Many naysayers have said lately that “dystopian fiction” is dead. Or even more incredulously, that it is past its prime. Let me tell you, neither of those is true.
How do I know this? A quick search of the Amazon Kindle store bestsellers top twenty list – these are the highest selling books in the entire store – shows one dystopian fiction novel and a fantasy novel with strong dystopian elements. Then there’s the popularity of other series where dystopian elements dominate – like Red Rising or Fourth Wing.
Dystopian isn’t dead. It’s just been repackaged.

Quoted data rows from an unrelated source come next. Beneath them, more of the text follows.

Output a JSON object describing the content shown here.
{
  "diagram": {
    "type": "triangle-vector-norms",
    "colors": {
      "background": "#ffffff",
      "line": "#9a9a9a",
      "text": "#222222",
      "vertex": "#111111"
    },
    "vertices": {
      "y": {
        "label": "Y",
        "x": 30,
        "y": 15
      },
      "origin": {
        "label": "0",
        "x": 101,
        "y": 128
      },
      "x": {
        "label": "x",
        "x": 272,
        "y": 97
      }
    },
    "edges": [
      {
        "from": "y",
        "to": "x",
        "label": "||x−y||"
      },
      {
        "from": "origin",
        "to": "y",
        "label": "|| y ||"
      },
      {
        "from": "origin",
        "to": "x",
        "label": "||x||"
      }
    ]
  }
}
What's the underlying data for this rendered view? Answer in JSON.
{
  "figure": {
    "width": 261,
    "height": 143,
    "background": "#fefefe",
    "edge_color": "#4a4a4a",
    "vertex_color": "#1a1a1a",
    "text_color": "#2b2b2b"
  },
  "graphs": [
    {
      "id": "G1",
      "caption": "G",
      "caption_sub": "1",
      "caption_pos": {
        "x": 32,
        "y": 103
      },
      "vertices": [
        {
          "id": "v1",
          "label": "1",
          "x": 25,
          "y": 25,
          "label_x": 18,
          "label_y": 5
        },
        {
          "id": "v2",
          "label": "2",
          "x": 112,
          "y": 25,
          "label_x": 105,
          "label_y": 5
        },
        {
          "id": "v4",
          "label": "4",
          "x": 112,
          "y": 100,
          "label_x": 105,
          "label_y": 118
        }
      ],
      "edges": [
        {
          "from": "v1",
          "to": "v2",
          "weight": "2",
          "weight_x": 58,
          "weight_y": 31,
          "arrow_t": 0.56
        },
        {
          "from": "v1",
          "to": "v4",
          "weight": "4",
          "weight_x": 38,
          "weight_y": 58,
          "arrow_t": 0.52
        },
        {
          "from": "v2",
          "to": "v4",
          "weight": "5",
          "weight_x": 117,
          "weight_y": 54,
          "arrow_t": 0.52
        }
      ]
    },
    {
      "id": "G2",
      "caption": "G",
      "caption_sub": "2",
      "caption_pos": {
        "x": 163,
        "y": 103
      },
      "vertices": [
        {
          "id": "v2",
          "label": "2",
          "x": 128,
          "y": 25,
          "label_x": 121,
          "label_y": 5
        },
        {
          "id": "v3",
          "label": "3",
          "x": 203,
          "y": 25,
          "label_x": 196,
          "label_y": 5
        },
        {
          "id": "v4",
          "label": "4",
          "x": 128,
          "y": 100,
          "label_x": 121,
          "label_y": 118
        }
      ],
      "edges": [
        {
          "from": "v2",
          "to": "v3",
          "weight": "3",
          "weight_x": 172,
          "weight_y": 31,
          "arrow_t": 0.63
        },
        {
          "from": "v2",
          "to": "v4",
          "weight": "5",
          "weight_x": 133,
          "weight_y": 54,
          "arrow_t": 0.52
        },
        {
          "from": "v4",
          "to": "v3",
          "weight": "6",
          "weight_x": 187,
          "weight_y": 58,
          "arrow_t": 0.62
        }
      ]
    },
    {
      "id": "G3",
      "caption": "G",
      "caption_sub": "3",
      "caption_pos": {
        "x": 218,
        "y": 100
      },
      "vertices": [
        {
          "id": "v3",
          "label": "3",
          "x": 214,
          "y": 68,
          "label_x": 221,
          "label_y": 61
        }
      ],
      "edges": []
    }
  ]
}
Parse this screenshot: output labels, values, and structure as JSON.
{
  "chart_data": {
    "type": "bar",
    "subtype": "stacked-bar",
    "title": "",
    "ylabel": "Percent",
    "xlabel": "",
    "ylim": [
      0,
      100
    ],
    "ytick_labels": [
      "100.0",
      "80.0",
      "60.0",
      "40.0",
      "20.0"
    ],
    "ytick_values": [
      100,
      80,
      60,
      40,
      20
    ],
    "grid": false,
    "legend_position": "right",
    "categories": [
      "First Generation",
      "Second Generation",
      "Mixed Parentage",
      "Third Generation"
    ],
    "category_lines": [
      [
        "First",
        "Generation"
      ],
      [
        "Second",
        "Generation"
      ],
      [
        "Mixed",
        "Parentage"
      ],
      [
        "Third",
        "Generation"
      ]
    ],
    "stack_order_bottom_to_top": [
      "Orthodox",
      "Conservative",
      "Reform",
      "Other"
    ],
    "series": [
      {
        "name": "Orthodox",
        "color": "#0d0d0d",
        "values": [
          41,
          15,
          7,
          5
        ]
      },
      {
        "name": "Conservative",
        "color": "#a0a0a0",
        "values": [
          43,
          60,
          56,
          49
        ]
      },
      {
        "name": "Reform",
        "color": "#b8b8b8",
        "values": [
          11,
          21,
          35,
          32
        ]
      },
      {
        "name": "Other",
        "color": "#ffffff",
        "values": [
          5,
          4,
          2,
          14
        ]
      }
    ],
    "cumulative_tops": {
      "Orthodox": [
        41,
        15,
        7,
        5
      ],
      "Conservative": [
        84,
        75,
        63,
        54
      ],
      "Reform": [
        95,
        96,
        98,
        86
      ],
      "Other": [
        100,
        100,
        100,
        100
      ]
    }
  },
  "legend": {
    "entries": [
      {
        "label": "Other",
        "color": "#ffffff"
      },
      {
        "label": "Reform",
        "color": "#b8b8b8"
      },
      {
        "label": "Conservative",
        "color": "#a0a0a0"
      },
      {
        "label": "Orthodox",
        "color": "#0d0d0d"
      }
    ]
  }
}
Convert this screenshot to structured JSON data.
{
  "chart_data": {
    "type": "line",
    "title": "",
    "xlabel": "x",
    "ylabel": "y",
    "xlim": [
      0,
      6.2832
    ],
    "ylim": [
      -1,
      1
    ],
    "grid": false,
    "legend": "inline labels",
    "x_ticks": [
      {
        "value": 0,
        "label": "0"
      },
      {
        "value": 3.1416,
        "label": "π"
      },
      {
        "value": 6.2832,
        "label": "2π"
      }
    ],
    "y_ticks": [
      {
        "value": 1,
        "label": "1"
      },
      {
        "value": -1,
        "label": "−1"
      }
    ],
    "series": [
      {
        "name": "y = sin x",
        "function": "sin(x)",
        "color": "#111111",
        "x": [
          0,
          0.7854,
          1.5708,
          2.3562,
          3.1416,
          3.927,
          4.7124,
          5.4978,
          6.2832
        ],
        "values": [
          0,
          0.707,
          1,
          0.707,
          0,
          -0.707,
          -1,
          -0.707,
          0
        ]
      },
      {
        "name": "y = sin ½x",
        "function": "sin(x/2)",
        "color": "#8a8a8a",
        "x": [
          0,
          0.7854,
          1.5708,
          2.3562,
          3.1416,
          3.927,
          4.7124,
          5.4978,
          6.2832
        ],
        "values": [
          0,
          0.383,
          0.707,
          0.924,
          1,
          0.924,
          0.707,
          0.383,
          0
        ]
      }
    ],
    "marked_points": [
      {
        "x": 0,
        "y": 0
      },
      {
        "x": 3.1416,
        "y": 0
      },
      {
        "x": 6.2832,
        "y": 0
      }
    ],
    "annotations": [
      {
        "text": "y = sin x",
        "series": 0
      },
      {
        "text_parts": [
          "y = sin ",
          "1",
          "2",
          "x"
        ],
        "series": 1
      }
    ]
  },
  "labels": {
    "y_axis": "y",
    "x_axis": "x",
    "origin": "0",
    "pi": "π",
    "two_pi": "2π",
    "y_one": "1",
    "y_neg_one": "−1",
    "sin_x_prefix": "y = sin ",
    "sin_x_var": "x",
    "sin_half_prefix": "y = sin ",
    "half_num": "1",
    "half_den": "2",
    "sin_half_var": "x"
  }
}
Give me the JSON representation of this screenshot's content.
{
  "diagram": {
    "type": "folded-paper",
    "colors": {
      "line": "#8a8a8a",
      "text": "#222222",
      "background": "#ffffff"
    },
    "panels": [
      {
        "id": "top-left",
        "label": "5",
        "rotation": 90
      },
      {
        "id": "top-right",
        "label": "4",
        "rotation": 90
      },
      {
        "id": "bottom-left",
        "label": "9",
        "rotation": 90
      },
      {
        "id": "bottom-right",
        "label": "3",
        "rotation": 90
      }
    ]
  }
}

Today’s dystopian reads are nothing like your dystopian books from high school. As much as I enjoyed 1984, Animal Farm, The Giver, or The Parable Of The Sower, today’s dystopian books have taken the best of other genres and woven that into the classic dystopian themes and settings from the classics.
Take the uber-popular Hunger Games series, for example. This series weaves in a coming of age story (a popular Young Adult Fiction plot device) with the action and adventure, bombs, and battles a reader of military sci-fi might expect, and the hopeful character brokenness and growth points from a women’s fiction novel.
Again, dystopian isn’t dead. It’s just been repackaged for a new generation of readers.
So, what’s coming for dystopian fiction?
While writing the Divided series, a young adult dystopian tale which puts America into a racially-divided future, I asked myself this same question.
I see modern day dystopian authors tackling issues at the edge of societal debate.
Issues like the use and ethics of AI — Murderbot series by Martha Wells, Klara and The Sun by Kazuo Ishiguro, or Emma Ellis’s Degrees of Freedom series.
Or the dangers of climate change on coastal cities — The Ministry For The Future by Kim Stanley Robinson, Claire Littlemore’s Flow Series, or The Thaw Chronicles by Tamar Sloan and Heidi Catherine.
And the effect of racism and division on our society — War Girls by Tochi Onyebuchi, KA Riley’s The Resistance Trilogy, and my own Divided series.
Second, I see authors exploring the boundaries of ethics and science, using dystopian elements to weave in a prophetic warning to modern-day readers.
Works like Pierce Brown’s Red Rising come to mind in this category. Not specifically classed as young adult dystopian, Red Rising and the rest of the series portray a society rife with division and corruption, mirroring the first century Roman Empire, but woven into a Martian setting and a science fiction story.
Lastly, I see authors setting another type of story – a mystery, a paranormal romance story, or a thriller – inside a dystopian future. An example of this would be the mystery wrapped within a mysterious dystopia whose details are never shared — Never Let Me Go by Kazuo Ishiguro. Or consider The Maze Runner, which is a closed-room mystery set in a dystopian future, at least until the cast finds a way out of the maze.
Dystopian fiction has evolved and changed, ending up in a place distant enough from the classics of high school reading lists to give us a break from the unrelenting negativity and terror of dystopian futures, while still maintaining the defining characteristics of the genre. And for that reason, dystopian fiction will always be in demand, even when life resembles a dystopia.
After all, don’t we want to see if we’ll survive what the future has in store for us?